The court has continued to receive threats in the years since, including one Thursday that came into the court clerk’s office. The court had been dominated for years by conservati­ves, but following an election last year, it has a liberal majority that has begun to rule on key political questions, including state legislativ­e redistrict­ing.

Karofsky, who is part of that narrow majority, said she views the threats as an attempt to intimidate judges into changing their rulings.

“I think mostly radical people on the right … are trying to exert influence on the judiciary in an anti-democratic fashion,” she said. “It is through intimidati­on. It is through threats. It is through violence.”

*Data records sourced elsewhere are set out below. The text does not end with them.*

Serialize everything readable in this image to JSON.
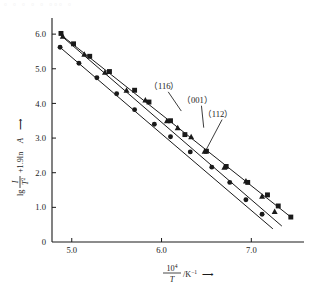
{
  "figure": {
    "ghost_text": "▫ ▫ ▫  ▫ ▫  ▫▫▫  ▫",
    "background_color": "#ffffff",
    "ink_color": "#1a1a1a"
  },
  "axes": {
    "x": {
      "label_numerator": "10",
      "label_numerator_exp": "4",
      "label_denominator": "T",
      "label_unit": "/K",
      "label_unit_exp": "−1",
      "label_arrow": "⟶",
      "origin_label": "0",
      "ticks": [
        "5.0",
        "6.0",
        "7.0"
      ],
      "tick_values": [
        5.0,
        6.0,
        7.0
      ],
      "range": [
        4.78,
        7.52
      ]
    },
    "y": {
      "label_lg": "lg",
      "label_frac_num": "I",
      "label_frac_den": "T",
      "label_frac_den_exp": "2",
      "label_plus": "+1.9ln",
      "label_A": "A",
      "label_arrow": "⟶",
      "ticks": [
        "0",
        "1.0",
        "2.0",
        "3.0",
        "4.0",
        "5.0",
        "6.0"
      ],
      "tick_values": [
        0,
        1.0,
        2.0,
        3.0,
        4.0,
        5.0,
        6.0
      ],
      "range": [
        0,
        6.35
      ]
    }
  },
  "chart_data": {
    "type": "scatter",
    "title": "",
    "xlabel": "10^4/T /K^-1",
    "ylabel": "lg I/T^2 + 1.9 lnA",
    "xlim": [
      4.78,
      7.52
    ],
    "ylim": [
      0,
      6.35
    ],
    "grid": false,
    "legend_position": "inline-annotations",
    "series": [
      {
        "name": "(116)",
        "marker": "square",
        "label_x": 6.03,
        "label_y": 4.42,
        "leader_to_x": 6.22,
        "leader_to_y": 3.78,
        "fit_line": {
          "x": [
            4.86,
            7.44
          ],
          "y": [
            6.02,
            0.72
          ]
        },
        "points": [
          {
            "x": 4.88,
            "y": 6.02
          },
          {
            "x": 5.02,
            "y": 5.72
          },
          {
            "x": 5.2,
            "y": 5.36
          },
          {
            "x": 5.42,
            "y": 4.92
          },
          {
            "x": 5.7,
            "y": 4.38
          },
          {
            "x": 5.86,
            "y": 4.04
          },
          {
            "x": 6.1,
            "y": 3.5
          },
          {
            "x": 6.26,
            "y": 3.1
          },
          {
            "x": 6.5,
            "y": 2.62
          },
          {
            "x": 6.72,
            "y": 2.18
          },
          {
            "x": 6.96,
            "y": 1.72
          },
          {
            "x": 7.18,
            "y": 1.36
          },
          {
            "x": 7.3,
            "y": 1.04
          },
          {
            "x": 7.44,
            "y": 0.72
          }
        ]
      },
      {
        "name": "(001)",
        "marker": "triangle",
        "label_x": 6.4,
        "label_y": 4.02,
        "leader_to_x": 6.47,
        "leader_to_y": 3.3,
        "fit_line": {
          "x": [
            4.88,
            7.34
          ],
          "y": [
            5.96,
            0.46
          ]
        },
        "points": [
          {
            "x": 4.9,
            "y": 5.94
          },
          {
            "x": 5.14,
            "y": 5.42
          },
          {
            "x": 5.37,
            "y": 4.9
          },
          {
            "x": 5.61,
            "y": 4.38
          },
          {
            "x": 5.82,
            "y": 4.1
          },
          {
            "x": 6.06,
            "y": 3.5
          },
          {
            "x": 6.18,
            "y": 3.3
          },
          {
            "x": 6.33,
            "y": 3.04
          },
          {
            "x": 6.48,
            "y": 2.62
          },
          {
            "x": 6.7,
            "y": 2.16
          },
          {
            "x": 6.94,
            "y": 1.76
          },
          {
            "x": 7.12,
            "y": 1.32
          },
          {
            "x": 7.26,
            "y": 0.88
          }
        ]
      },
      {
        "name": "(112)",
        "marker": "circle",
        "label_x": 6.63,
        "label_y": 3.62,
        "leader_to_x": 6.48,
        "leader_to_y": 2.58,
        "fit_line": {
          "x": [
            4.86,
            7.24
          ],
          "y": [
            5.64,
            0.38
          ]
        },
        "points": [
          {
            "x": 4.87,
            "y": 5.62
          },
          {
            "x": 5.08,
            "y": 5.16
          },
          {
            "x": 5.28,
            "y": 4.74
          },
          {
            "x": 5.5,
            "y": 4.28
          },
          {
            "x": 5.7,
            "y": 3.82
          },
          {
            "x": 5.92,
            "y": 3.4
          },
          {
            "x": 6.1,
            "y": 3.04
          },
          {
            "x": 6.32,
            "y": 2.6
          },
          {
            "x": 6.56,
            "y": 2.16
          },
          {
            "x": 6.76,
            "y": 1.72
          },
          {
            "x": 6.94,
            "y": 1.22
          },
          {
            "x": 7.12,
            "y": 0.8
          }
        ]
      }
    ]
  }
}
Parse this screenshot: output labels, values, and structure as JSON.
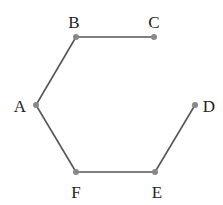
{
  "diagram": {
    "type": "open-hexagon-path",
    "line_color": "#555555",
    "point_color": "#888888",
    "nodes": [
      {
        "id": "A",
        "label": "A",
        "x": 36,
        "y": 105,
        "lx": 20,
        "ly": 112
      },
      {
        "id": "B",
        "label": "B",
        "x": 76,
        "y": 37,
        "lx": 74,
        "ly": 28
      },
      {
        "id": "C",
        "label": "C",
        "x": 154,
        "y": 37,
        "lx": 154,
        "ly": 28
      },
      {
        "id": "D",
        "label": "D",
        "x": 195,
        "y": 105,
        "lx": 209,
        "ly": 112
      },
      {
        "id": "E",
        "label": "E",
        "x": 155,
        "y": 172,
        "lx": 157,
        "ly": 198
      },
      {
        "id": "F",
        "label": "F",
        "x": 76,
        "y": 172,
        "lx": 76,
        "ly": 198
      }
    ],
    "edges": [
      [
        "B",
        "C"
      ],
      [
        "A",
        "B"
      ],
      [
        "A",
        "F"
      ],
      [
        "F",
        "E"
      ],
      [
        "E",
        "D"
      ]
    ]
  }
}
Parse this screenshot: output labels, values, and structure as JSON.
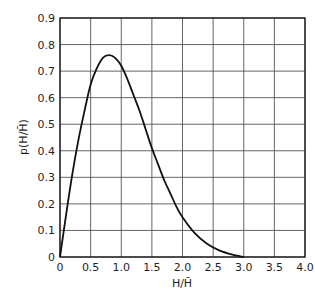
{
  "chart_data": {
    "type": "line",
    "title": "",
    "xlabel": "H/H̄",
    "ylabel": "p(H/H̄)",
    "xlim": [
      0,
      4.0
    ],
    "ylim": [
      0,
      0.9
    ],
    "grid": true,
    "legend": null,
    "x_ticks": [
      "0",
      "0.5",
      "1.0",
      "1.5",
      "2.0",
      "2.5",
      "3.0",
      "3.5",
      "4.0"
    ],
    "y_ticks": [
      "0",
      "0.1",
      "0.2",
      "0.3",
      "0.4",
      "0.5",
      "0.6",
      "0.7",
      "0.8",
      "0.9"
    ],
    "series": [
      {
        "name": "p(H/H̄)",
        "x": [
          0,
          0.1,
          0.2,
          0.3,
          0.4,
          0.5,
          0.6,
          0.7,
          0.8,
          0.9,
          1.0,
          1.1,
          1.2,
          1.3,
          1.4,
          1.5,
          1.6,
          1.7,
          1.8,
          1.9,
          2.0,
          2.2,
          2.4,
          2.6,
          2.8,
          3.0
        ],
        "y": [
          0,
          0.16,
          0.31,
          0.44,
          0.55,
          0.65,
          0.71,
          0.75,
          0.76,
          0.75,
          0.72,
          0.67,
          0.61,
          0.55,
          0.48,
          0.41,
          0.35,
          0.29,
          0.24,
          0.19,
          0.15,
          0.09,
          0.05,
          0.025,
          0.01,
          0.0
        ]
      }
    ]
  }
}
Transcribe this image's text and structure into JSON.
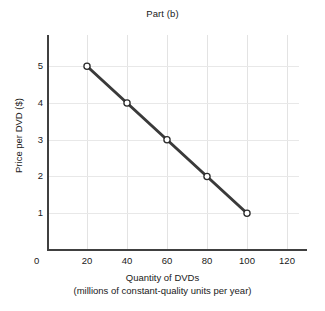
{
  "chart_data": {
    "type": "line",
    "title": "Part (b)",
    "xlabel": "Quantity of DVDs",
    "xlabel_line2": "(millions of constant-quality units per year)",
    "ylabel": "Price per DVD ($)",
    "xlim": [
      0,
      130
    ],
    "ylim": [
      0,
      5.85
    ],
    "xticks": [
      0,
      20,
      40,
      60,
      80,
      100,
      120
    ],
    "xtick_labels": [
      "0",
      "20",
      "40",
      "60",
      "80",
      "100",
      "120"
    ],
    "yticks": [
      1,
      2,
      3,
      4,
      5
    ],
    "ytick_labels": [
      "1",
      "2",
      "3",
      "4",
      "5"
    ],
    "origin_label": "0",
    "grid": true,
    "grid_color": "#e3e3e3",
    "legend": null,
    "series": [
      {
        "name": "Demand",
        "x": [
          20,
          40,
          60,
          80,
          100
        ],
        "y": [
          5,
          4,
          3,
          2,
          1
        ],
        "line_color": "#3a3a3a",
        "line_width": 3,
        "marker": "open-circle",
        "marker_face_color": "#ffffff",
        "marker_edge_color": "#2b2b2b",
        "points": [
          {
            "x": 20,
            "y": 5
          },
          {
            "x": 40,
            "y": 4
          },
          {
            "x": 60,
            "y": 3
          },
          {
            "x": 80,
            "y": 2
          },
          {
            "x": 100,
            "y": 1
          }
        ]
      }
    ],
    "axis_color": "#404040",
    "background_color": "#ffffff"
  }
}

On Wednesday, bomb threats forced evacuation­s, closures or stepped-up security measures at more than a dozen state capitols, in Connecticu­t, Georgia, Kentucky, Michigan, Minnesota, Mississipp­i, Montana, Wisconsin, Hawaii, Maine, Oklahoma,

Illinois, Idaho, South Dakota, Alabama, Alaska, Maryland and Arizona. The FBI said it had no informatio­n to indicate that the threats were credible.

“This is just a small snapshot of a larger trend that has included threats of violence against those who administer elections, ensure our safe travel, teach our children, report the news, represent their constituen­ts and keep our communitie­s safe,” Garland told reporters Friday. “These threats of violence are unacceptab­le. They threaten our fabric of democracy.”